ATC 2026 Keynote Recap: Building Global Readiness for Advanced Therapies 

Alison Pritchard, VP of Business Development – EMEA at Cryoport Systems, delivered the Keynote Address at the Advanced Therapies Congress 2026, grounding the discussion in the accelerating pace of global expansion across the cell and gene therapy industry. Clinical trials now commonly stretch across regions, and manufacturing networks are distributed in ways that require constant coordination. These patterns have become the norm rather than the exception. As she described it, the operating environment for advanced therapies has already become global, and every program is expected to function within that reality much earlier than in the past.  

As therapies move across borders, the demands placed on supply chains inevitably increase. Materials must maintain their integrity through longer routes and more varied handling conditions. Regulatory expectations grow accordingly, because agencies examine how consistently a process performs across different geographies. Most importantly, life-changing therapies reach more patients in more places. Alison emphasized that this shift reflects what regulators and investors have consistently observed across the industry: operating frameworks that perform well locally can become strained when forced to operate on a global scale.  

 

Where Fragmentation Emerges 

A central theme in the keynote was the impact of fragmentation. Programs rarely set out with an intention to build a fragmented model. Instead, breakdowns tend to emerge gradually as organizations respond to immediate needs at different points in development, when a site adopts its own handling practices or a regional vendor follows a different workflow or uses a separate data system that is disconnected from the next step downstream. Each decision is entirely reasonable on its own, but these differences accumulate over time.  

Alison noted that this accumulation becomes more visible as programs operate internationally. Variations that don’t matter at one site can influence performance when multiplied across many different partners and regions. The result is an ecosystem that can be difficult to interpret and even harder to maintain in a predictable state. Her message was that scientific progress alone cannot offset the operational strain created by these mismatches.  

 

The Case for Early Integration 

To counter fragmentation, Alison underscored the importance of integrating supply chain design early in the development process. This provides an opportunity to establish a consistent foundation before expansion introduces additional complexity. Early integration enables teams to understand the regulatory implications of operating across multiple regions, plan for the movement of temperature-sensitive materials, and put in place intentional workflows that scale without repeated redesign.  

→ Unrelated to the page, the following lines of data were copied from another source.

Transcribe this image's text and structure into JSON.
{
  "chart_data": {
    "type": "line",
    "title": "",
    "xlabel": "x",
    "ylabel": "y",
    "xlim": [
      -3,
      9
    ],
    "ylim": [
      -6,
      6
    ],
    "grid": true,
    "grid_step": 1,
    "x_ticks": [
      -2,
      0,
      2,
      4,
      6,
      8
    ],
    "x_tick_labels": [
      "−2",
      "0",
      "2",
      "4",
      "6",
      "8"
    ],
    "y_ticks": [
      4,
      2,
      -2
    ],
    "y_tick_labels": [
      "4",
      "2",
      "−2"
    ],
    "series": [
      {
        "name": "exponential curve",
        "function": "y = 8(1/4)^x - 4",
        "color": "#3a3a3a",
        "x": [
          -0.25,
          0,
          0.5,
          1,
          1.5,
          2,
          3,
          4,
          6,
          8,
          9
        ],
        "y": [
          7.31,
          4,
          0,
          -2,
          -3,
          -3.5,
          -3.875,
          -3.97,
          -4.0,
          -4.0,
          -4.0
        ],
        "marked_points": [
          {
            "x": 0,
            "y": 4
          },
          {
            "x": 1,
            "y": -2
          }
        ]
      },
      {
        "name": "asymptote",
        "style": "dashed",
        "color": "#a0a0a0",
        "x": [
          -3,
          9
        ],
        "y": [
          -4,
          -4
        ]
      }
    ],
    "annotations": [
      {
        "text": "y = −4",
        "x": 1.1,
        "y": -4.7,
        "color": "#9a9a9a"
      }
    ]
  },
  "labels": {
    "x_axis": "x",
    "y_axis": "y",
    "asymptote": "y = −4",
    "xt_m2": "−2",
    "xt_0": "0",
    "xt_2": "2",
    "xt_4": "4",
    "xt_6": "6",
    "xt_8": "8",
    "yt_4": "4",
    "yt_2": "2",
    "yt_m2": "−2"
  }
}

When these considerations are incorporated from the earliest stages, the operational model grows more uniformly. Programs can avoid operational debt that often arises later, when inconsistencies need to be reconciled during regulatory review or commercial planning. Alison framed early integration as a form of operational preparedness that supports scientific intent rather than constraining it.  

 

The Move Toward Connected Systems 

Alison also highlighted a noticeable shift across the industry toward more connected operating models. Many organizations have begun consolidating functions like logistics, cryopreservation, biostorage, kitting, clinical sample management, and digital systems into cohesive environments. This end-to-end approach to an integrated supply chain provides teams with a clearer understanding of how materials move and where potential issues may arise.  

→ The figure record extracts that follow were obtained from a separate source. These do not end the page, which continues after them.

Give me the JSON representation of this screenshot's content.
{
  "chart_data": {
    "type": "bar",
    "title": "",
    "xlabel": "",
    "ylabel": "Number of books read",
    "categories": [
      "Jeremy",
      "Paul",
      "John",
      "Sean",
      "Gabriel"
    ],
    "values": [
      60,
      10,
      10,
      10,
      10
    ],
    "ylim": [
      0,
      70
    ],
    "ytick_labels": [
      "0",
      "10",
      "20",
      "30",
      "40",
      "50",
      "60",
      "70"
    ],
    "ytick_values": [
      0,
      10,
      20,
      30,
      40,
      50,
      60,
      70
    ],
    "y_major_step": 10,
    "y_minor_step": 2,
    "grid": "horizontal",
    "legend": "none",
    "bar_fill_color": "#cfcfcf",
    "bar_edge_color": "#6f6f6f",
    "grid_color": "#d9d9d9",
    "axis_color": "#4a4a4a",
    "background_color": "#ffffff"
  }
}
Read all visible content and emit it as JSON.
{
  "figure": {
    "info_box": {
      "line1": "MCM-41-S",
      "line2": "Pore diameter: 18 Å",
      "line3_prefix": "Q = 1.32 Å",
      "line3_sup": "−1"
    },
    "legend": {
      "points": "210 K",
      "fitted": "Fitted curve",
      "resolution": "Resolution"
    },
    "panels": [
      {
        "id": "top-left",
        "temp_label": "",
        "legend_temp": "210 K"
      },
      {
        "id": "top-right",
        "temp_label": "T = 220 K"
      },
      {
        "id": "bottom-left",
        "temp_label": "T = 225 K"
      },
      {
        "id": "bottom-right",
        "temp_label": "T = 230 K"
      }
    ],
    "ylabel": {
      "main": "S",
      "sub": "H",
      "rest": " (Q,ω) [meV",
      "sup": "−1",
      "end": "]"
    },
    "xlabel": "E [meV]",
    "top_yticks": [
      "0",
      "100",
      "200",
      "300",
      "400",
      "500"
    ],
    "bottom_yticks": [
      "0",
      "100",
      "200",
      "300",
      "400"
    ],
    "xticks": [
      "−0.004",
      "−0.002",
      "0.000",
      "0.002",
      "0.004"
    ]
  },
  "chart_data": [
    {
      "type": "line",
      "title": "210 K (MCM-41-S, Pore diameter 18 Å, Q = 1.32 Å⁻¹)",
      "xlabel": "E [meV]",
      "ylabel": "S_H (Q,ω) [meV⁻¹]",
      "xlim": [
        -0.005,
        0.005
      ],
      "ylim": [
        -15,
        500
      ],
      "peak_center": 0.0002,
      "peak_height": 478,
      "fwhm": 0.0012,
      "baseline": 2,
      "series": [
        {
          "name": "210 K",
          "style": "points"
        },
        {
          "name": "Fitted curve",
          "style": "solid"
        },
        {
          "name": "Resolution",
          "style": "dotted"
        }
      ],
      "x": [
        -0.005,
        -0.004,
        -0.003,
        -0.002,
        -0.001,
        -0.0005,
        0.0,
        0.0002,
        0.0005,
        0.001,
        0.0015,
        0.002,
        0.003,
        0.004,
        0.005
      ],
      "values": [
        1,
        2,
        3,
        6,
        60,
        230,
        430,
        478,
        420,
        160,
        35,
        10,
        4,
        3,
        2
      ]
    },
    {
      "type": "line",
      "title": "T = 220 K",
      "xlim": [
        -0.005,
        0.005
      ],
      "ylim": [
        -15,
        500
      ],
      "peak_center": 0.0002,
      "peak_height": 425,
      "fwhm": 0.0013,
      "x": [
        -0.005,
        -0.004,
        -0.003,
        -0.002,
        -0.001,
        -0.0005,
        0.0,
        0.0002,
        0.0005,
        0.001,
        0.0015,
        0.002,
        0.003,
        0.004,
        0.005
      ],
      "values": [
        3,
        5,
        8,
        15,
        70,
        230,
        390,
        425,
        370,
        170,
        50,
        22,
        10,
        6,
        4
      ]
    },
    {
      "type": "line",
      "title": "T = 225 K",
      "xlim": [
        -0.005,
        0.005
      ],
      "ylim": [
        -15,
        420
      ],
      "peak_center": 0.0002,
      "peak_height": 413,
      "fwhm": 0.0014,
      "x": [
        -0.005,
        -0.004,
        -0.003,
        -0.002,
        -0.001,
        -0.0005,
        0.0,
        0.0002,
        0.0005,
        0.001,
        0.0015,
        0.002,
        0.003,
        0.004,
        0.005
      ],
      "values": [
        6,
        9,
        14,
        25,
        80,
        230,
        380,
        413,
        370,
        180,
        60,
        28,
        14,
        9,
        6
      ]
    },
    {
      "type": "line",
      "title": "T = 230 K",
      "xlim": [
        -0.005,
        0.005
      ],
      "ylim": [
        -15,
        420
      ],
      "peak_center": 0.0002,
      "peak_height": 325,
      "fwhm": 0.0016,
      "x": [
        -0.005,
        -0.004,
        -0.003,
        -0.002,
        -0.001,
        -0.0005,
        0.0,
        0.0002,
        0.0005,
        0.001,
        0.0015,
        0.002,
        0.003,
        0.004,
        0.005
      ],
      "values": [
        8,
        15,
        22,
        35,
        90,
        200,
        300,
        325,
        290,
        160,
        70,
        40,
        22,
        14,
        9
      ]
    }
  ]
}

This type of visibility changes how programs operate. Instead of responding to disruptions as they occur, teams can identify conditions that may pose a risk and address them before they disrupt therapeutic progress. Alison described this evolution as a natural progression for a field that depends on precise coordination and reliable performance at every step. Integrated environments allow the program to behave with greater stability as scale increases.  

 

Why Standardization Matters 

Standardization was a key highlight. Integration creates connections, but standardization ensures they hold under pressure. When processes, equipment, and documentation remain consistent across regions, variability decreases. That reduction in variability supports predictable performance, which, in turn, strengthens regulatory interactions and the daily operations of the supply chain.  

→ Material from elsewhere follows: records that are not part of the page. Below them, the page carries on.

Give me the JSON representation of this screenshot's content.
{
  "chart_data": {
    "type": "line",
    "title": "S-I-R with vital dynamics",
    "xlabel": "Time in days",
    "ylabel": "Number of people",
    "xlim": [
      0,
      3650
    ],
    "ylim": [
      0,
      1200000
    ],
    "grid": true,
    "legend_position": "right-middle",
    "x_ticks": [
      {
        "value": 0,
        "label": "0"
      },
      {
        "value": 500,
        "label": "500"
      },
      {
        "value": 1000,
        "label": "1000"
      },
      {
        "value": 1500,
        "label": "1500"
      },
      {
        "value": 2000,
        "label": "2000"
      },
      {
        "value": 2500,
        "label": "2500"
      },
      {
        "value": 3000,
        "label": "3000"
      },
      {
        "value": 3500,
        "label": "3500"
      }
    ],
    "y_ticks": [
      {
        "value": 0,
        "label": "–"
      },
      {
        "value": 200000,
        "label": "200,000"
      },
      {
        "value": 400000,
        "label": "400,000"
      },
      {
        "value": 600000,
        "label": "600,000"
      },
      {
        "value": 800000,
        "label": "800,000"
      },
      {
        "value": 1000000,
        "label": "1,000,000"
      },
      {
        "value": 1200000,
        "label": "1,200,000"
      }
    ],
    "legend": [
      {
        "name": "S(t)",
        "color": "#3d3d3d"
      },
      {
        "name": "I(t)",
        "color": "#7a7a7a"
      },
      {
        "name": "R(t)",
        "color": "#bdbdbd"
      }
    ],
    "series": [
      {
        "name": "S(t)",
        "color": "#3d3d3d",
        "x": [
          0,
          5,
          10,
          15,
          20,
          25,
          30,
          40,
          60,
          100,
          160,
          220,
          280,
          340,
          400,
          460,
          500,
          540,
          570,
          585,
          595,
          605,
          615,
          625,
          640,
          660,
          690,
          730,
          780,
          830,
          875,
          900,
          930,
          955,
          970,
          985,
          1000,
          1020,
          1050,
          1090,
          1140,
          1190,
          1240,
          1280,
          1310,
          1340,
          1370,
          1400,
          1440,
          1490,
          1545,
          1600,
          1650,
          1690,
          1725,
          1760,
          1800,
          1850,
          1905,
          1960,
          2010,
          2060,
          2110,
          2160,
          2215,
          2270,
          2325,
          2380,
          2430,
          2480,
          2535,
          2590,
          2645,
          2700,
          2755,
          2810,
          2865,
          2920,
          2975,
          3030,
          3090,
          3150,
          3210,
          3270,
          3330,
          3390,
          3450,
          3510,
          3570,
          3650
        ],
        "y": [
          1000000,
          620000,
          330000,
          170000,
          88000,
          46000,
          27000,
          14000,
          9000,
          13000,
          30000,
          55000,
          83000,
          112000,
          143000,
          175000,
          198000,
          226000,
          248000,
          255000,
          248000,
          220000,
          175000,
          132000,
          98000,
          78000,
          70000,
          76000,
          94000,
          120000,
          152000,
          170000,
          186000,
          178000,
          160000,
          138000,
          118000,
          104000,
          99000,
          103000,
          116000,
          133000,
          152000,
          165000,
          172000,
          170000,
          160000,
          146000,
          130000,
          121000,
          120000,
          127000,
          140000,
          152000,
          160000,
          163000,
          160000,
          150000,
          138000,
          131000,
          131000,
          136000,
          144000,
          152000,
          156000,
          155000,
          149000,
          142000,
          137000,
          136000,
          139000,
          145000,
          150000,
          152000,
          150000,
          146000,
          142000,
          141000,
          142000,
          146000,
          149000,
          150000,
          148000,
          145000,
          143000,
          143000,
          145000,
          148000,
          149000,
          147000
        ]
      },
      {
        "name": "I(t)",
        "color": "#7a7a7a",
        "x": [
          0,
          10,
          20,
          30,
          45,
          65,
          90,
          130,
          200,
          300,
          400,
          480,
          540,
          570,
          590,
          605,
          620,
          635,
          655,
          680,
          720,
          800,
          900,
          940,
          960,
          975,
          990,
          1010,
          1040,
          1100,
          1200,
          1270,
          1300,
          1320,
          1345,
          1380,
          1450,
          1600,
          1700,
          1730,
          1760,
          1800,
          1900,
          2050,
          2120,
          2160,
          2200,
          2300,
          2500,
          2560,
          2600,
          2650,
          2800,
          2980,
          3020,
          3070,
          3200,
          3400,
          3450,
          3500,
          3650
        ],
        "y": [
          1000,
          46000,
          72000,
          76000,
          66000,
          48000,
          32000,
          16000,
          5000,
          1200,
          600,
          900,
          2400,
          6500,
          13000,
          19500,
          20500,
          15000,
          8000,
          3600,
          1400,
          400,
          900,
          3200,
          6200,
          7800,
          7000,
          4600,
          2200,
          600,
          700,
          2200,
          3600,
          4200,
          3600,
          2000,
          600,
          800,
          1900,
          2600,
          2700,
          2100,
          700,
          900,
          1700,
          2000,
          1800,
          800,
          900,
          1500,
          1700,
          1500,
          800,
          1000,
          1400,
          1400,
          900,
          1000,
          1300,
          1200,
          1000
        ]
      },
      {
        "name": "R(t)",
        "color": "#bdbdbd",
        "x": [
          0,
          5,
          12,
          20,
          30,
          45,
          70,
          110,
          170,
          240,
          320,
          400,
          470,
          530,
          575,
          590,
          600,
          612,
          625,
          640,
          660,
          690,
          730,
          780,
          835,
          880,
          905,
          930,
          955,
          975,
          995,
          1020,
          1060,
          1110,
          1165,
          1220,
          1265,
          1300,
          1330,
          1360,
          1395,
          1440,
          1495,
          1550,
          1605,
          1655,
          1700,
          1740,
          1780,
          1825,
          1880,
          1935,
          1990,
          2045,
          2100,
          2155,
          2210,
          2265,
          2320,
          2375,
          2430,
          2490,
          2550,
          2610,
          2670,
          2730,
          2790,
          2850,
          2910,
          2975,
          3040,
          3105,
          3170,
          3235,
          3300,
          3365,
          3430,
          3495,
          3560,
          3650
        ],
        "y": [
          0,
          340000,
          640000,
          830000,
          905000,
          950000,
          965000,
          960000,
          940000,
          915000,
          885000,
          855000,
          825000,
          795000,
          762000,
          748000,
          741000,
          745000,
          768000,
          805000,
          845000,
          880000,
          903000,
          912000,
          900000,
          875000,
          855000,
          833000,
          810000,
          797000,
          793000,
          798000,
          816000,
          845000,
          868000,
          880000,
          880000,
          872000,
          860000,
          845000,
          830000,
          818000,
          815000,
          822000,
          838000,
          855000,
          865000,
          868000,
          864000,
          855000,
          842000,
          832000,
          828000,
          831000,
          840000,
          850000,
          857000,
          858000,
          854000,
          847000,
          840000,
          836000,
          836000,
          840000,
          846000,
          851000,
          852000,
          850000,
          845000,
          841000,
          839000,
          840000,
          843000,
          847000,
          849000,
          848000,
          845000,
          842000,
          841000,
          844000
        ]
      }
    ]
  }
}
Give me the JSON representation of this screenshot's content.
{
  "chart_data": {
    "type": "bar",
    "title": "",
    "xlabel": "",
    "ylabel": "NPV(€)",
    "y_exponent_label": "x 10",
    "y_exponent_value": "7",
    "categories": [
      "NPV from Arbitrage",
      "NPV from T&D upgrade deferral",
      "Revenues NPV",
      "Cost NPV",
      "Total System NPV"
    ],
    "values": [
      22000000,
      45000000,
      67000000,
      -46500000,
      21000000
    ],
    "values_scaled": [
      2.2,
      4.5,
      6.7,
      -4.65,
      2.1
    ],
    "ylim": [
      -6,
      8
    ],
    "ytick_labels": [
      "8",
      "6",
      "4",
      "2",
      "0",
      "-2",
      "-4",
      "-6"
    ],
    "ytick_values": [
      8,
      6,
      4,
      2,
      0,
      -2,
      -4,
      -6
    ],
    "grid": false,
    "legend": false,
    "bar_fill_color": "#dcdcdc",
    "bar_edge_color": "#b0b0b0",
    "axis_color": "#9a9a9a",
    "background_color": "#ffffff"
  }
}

Alison explained that standardization is not a limiting concept. It gives programs the ability to grow without introducing new degrees of operational noise each time a site or region comes online. Consistency becomes a stabilizing force that supports scale. 

 

A Supply Chain System that Supports Every Stakeholder 

Throughout the keynote, Alison returned to the idea that stronger supply chain integrations benefit every participant in the therapeutic journey. Manufacturing partners gain a more reliable environment with fewer unexpected deviations. Clinical sites experience clearer workflows that reduce confusion and improve efficiency. Sponsors gain visibility into operations that often become opaque once multiple regions and vendors are involved.  

The common thread is the reduction of friction. When the system holds together as a coherent whole, programs move with greater confidence from development toward broader global deployment.  

Alison closed with a perspective on where the field is heading. The future she described is defined by fully connected global platforms and manufacturing networks, alongside data environments that allow the supply chain to respond in real time to changing conditions. Reaching that future requires early preparation rather than retrospective correction. But the direction is clear, and many of the elements needed to support that future already exist.  

She ended with a reminder that every operational decision ultimately shapes a patient’s access to therapy. Global readiness is not only an operational goal. It is the foundation that allows the science to reach the people it’s designed to serve.